Collection

Portrait of Heriberto Casany, 1918

Joan Miró, Spanish

Credit: © 2024 Successió Miró / Artists Rights Society (ARS), New York / ADAGP, Paris

“Here in Barcelona, we lack courage,” Miró wrote in late 1917 to his studio-mate Enric Ricart. “We, the younger generation, could get together and exhibit every year, all together under the name of the “Chrome Yellow Salon,” for example, and pronounce virile manifestos. . . . We have to be men of action.” During the next few months Miró, Ricart, and several associates did band together—not as the Chrome Yellow group, but as the “Courbets,” in honor of the nineteenth-century French Realist famous for inciting controversy at official exhibitions. Their devotion to modern French painting notwithstanding, the Courbets were committed both to Catalan tradition and to radical pictorial innovation. Among the three works that Miró presented when the Courbets first showed together in 1918, this portrait of his art-school friend Heriberto Casany, with his spindly fingers and the undulating folds in his tweed suit jacket, resembles saints depicted in medieval Catalan frescoes with gold backgrounds. Casany’s attribute is quintessentially modern: a framed cartoonlike image of an automobile, which apparently refers to his father’s cab-rental business.

Treated in Fauvist fashion, with disconcerting green, yellow, and violet shadows, Casany’s schematized features appear animated with a life force. As Miró explained later, “Even in my portraits, where I tried to capture the immobility of presence . . . I tried to get the vibration of the creative spirit into my work.” Miró’s treatment of his friend’s fine haberdashery, his rendering of the stripes and texture with undulating lines and white specks, makes the inanimate tweed as vividly alive as the sitter. Just such attention to minute details would become the basis for the highly poetic, pulsating pictorial language Miró developed in the following decades to evoke tilled fields, starry nights, and nature in all its abundance.

Provenance

Provenance

René Gaffé [1887-1968], Brussels, 1929.

(Pierre Matisse Gallery, New York), February 1937;

Walter P. Chrysler, Jr. [1909-1988], New York, 1939;

(his sale, Parke-Bernet Galleries, New York, 16 February 1950, no. 57);

Edward A. Bragaline, New York, by November 1951;

(E. V. Thaw & Co., Inc., New York);

purchased by Kimbell Art Foundation, Fort Worth, 1984.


Please set down, unchanged, the line containing "Find chair. Reply" and all the lines that follow it until the data below ends.

# RECORDS TO PROCESS
· · · ·

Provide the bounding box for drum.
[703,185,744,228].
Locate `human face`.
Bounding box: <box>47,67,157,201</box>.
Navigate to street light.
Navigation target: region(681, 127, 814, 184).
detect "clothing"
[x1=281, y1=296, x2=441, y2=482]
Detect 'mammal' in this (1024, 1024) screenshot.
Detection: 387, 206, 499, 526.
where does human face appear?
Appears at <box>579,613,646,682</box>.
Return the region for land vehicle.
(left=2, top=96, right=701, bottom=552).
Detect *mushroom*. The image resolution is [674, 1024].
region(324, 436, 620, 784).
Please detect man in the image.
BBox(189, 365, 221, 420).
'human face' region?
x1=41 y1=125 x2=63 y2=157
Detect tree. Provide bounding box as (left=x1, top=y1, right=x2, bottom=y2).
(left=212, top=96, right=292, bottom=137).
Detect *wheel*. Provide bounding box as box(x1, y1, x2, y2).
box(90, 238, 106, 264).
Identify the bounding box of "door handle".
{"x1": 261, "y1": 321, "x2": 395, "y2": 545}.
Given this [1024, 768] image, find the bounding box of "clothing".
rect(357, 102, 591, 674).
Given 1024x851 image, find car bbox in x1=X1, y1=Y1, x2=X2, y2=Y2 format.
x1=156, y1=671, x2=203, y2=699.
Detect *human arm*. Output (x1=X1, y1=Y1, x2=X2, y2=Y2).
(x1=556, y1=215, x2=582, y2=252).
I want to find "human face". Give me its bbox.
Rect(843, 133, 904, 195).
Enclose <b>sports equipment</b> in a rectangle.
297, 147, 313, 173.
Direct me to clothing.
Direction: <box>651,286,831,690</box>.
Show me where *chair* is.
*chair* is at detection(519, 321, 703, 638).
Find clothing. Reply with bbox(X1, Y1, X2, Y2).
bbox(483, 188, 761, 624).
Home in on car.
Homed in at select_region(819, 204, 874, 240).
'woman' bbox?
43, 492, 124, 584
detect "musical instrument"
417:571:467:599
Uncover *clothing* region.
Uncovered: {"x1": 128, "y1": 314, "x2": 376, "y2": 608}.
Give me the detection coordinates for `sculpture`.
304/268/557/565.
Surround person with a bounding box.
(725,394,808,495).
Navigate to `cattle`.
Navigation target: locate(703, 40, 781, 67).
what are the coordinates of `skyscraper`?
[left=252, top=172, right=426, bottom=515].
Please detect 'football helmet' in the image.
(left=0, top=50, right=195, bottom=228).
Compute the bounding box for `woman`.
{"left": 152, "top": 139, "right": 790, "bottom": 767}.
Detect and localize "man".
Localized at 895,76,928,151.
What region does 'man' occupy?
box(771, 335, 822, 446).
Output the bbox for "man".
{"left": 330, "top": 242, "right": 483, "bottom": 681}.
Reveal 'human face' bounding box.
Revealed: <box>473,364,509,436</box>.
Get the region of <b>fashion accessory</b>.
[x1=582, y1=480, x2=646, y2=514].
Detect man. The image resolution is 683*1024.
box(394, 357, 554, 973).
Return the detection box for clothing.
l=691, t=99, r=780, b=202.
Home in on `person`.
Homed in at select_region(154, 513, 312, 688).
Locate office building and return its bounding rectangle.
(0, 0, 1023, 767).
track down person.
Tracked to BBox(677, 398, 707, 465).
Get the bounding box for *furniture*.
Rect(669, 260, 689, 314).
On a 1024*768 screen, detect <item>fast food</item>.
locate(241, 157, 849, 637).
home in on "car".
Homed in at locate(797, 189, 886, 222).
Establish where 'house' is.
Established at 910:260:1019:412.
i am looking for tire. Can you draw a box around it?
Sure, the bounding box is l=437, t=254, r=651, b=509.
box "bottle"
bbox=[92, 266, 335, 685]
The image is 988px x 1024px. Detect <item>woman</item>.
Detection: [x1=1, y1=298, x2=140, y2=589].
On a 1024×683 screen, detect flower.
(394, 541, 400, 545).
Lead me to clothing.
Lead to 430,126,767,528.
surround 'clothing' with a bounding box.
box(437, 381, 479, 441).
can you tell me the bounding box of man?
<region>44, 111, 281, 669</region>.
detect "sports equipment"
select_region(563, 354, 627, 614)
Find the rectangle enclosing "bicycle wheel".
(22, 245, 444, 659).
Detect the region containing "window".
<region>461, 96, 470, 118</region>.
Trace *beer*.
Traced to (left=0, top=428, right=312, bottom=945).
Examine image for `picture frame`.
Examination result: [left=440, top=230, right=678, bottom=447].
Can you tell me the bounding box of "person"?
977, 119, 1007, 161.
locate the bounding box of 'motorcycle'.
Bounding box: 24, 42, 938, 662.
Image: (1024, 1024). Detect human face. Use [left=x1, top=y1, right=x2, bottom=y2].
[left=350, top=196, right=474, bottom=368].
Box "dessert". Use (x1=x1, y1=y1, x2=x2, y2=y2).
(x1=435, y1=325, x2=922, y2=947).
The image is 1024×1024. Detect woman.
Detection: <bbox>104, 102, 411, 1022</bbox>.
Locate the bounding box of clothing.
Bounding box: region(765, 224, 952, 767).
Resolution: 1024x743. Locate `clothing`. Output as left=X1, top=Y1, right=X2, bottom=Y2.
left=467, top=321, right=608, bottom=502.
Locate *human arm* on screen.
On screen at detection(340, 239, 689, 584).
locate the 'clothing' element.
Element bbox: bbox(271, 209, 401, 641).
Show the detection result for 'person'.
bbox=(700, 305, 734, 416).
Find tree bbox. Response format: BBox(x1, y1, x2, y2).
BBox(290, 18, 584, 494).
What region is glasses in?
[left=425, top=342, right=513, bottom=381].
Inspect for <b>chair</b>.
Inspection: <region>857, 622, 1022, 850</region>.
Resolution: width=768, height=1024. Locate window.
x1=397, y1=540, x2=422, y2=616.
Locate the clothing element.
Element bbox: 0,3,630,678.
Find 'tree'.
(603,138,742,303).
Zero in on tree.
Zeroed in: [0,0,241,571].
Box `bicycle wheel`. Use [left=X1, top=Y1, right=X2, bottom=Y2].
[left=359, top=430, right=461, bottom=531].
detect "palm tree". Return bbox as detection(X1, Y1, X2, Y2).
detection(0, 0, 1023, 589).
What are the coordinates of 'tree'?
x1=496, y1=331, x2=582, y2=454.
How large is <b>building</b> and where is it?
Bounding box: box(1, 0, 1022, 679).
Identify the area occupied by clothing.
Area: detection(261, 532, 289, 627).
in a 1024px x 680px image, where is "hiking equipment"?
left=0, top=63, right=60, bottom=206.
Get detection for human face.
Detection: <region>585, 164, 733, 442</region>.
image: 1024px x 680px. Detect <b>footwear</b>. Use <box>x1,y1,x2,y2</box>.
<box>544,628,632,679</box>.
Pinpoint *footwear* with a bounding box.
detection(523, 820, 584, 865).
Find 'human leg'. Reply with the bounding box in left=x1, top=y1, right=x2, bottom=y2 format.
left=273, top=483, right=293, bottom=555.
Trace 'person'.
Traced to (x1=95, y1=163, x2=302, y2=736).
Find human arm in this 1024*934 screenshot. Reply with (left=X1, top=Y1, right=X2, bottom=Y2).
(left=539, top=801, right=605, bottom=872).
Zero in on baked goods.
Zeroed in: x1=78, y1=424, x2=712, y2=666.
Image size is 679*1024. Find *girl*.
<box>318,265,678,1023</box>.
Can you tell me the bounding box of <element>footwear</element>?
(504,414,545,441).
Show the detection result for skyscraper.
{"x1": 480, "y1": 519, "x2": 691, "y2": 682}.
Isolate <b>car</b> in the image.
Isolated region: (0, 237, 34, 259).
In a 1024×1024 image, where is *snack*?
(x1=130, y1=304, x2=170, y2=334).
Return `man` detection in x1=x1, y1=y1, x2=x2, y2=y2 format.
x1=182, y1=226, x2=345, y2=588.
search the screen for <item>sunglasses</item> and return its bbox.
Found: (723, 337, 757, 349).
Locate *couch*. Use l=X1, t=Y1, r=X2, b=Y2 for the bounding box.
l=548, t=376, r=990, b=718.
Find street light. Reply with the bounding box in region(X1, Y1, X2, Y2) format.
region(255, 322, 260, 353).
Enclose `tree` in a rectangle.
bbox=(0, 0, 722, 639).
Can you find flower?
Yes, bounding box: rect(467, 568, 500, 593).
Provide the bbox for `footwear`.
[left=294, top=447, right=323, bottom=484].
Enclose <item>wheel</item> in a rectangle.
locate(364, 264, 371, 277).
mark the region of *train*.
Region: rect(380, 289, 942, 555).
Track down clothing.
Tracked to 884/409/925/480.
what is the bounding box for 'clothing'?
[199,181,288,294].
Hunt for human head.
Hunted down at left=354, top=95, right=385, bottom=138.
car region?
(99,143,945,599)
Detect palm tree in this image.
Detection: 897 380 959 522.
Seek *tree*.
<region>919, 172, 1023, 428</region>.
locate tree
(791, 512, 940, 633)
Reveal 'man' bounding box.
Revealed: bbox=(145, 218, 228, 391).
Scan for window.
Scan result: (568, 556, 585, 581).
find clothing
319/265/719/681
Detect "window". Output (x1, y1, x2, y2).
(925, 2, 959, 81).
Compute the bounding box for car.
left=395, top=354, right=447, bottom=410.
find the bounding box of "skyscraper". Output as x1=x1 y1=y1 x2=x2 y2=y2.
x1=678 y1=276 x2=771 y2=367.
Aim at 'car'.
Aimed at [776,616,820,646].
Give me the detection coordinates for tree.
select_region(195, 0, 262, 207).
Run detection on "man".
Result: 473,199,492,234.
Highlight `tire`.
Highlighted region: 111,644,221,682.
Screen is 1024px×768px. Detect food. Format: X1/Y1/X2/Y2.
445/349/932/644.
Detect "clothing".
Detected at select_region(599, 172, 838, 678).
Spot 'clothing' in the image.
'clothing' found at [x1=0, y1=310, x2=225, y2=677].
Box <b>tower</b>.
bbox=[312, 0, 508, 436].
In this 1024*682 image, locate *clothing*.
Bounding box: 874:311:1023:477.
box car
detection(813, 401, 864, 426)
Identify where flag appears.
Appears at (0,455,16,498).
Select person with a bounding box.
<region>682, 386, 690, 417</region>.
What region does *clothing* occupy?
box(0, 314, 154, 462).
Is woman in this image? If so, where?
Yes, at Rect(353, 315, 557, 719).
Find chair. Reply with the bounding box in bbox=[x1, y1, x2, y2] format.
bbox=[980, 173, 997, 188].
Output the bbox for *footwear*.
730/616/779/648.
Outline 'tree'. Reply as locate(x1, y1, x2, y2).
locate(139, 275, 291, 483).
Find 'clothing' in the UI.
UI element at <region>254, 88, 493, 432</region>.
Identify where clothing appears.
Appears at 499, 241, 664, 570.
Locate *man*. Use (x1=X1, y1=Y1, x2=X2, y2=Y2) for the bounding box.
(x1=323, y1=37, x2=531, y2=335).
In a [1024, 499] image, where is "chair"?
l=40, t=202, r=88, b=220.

· · · ·

# RESULT OF THIS EXERCISE
Find chair. Reply with the bounding box in bbox=[x1, y1, x2, y2] format.
bbox=[980, 173, 997, 188].
Output the bbox for *footwear*.
730/616/779/648.
Outline 'tree'. Reply as locate(x1, y1, x2, y2).
locate(139, 275, 291, 483).
Find 'clothing' in the UI.
UI element at <region>254, 88, 493, 432</region>.
Identify where clothing appears.
Appears at 499, 241, 664, 570.
Locate *man*. Use (x1=X1, y1=Y1, x2=X2, y2=Y2) for the bounding box.
(x1=323, y1=37, x2=531, y2=335).
In a [1024, 499] image, where is "chair"?
l=40, t=202, r=88, b=220.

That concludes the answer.